The Rainy Day Fund is meant to cover budget shortfalls, and it’s raining hard for intellectual disability and autism service providers.
Underlying the waiting list is a major shortfall in the number of direct support professionals who provide individual and group care for people with intellectual disabilities and autism. Statewide, according to the Provider Alliance that represents support agencies, the field has a 37% annual turnover rate, a current 24% vacancy rate and 15,000 open positions.
The jobs are emotionally and often physically demanding. But providers can’t compete for workers with market-based wages for health care because wage rates are tied to state reimbursements. The average pay for a direct support professional is $16.72 an hour, for which the state supplies $14.25.
That alone explains the turnover and vacancy rates. It takes an extraordinary level of commitment to remain in the direct support role when comparable or better pay readily is available for much less-demanding work.
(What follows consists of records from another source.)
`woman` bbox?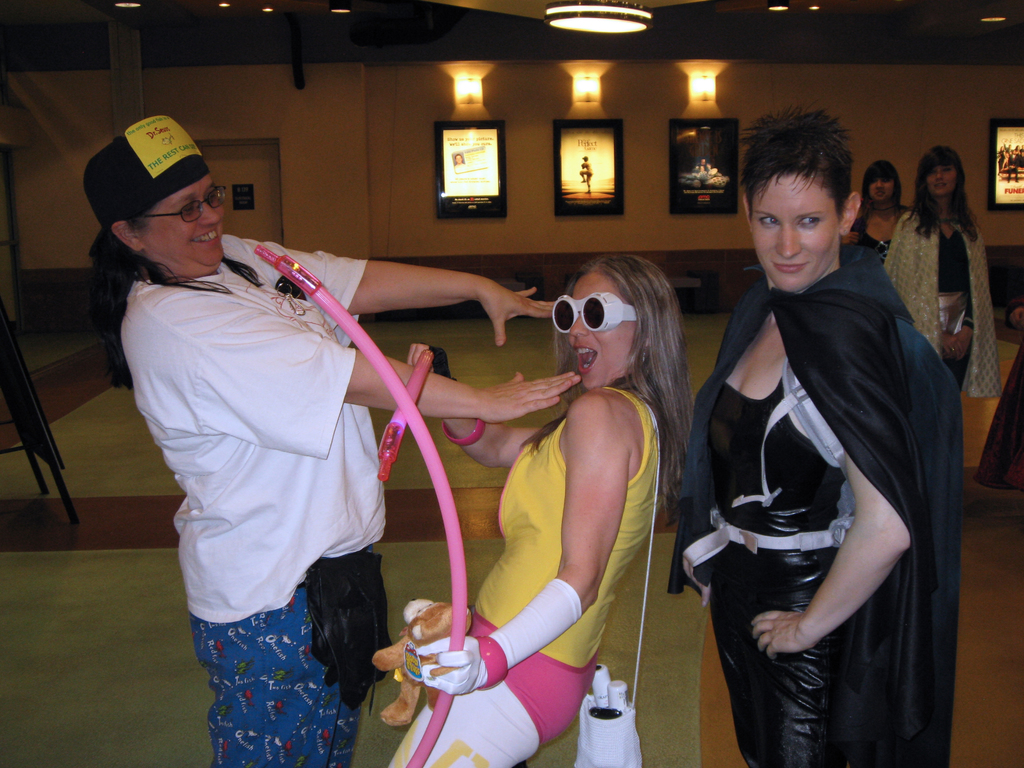
[left=851, top=156, right=909, bottom=262]
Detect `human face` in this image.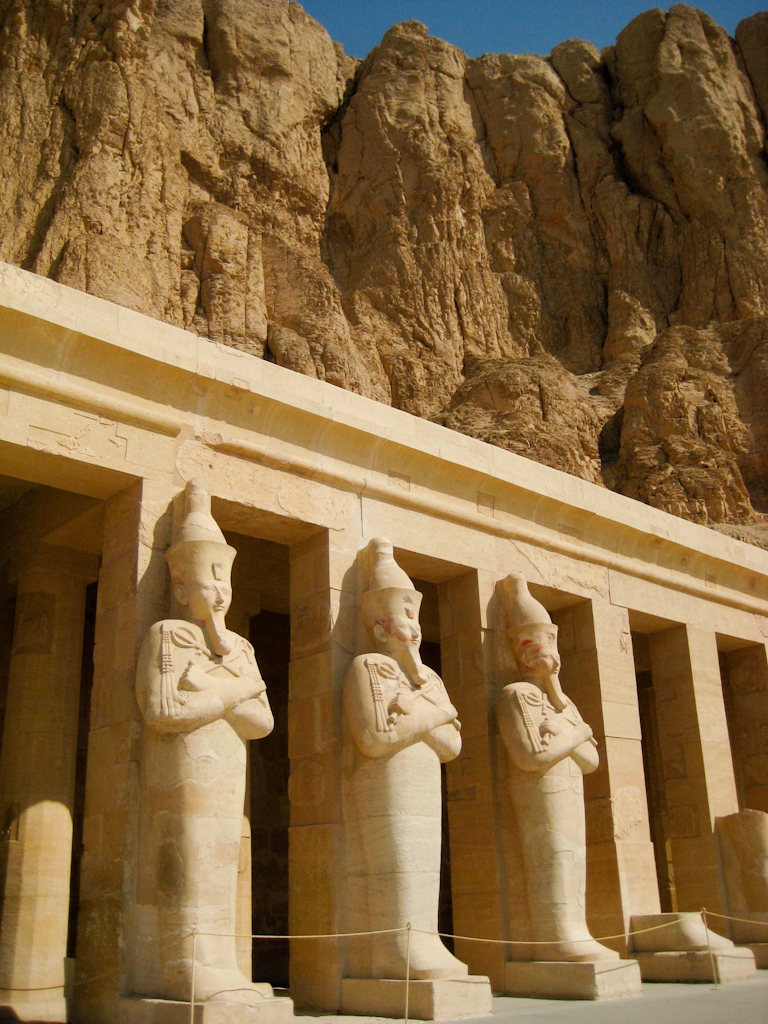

The providers have asked the state to increase the appropriation for direct support professional wages by $430 million. With a match from the federal government, that would enable the providers to increase wages to about $20 an hour.
Some state lawmakers often complain about wasteful spending, but this is a case of their own wasteful hoarding. Rather than squirreling away taxpayers’ money, except for their own guaranteed annual pay increases that are tied to inflation, lawmakers should ensure that it is spent on crucial services that the government exists to provide.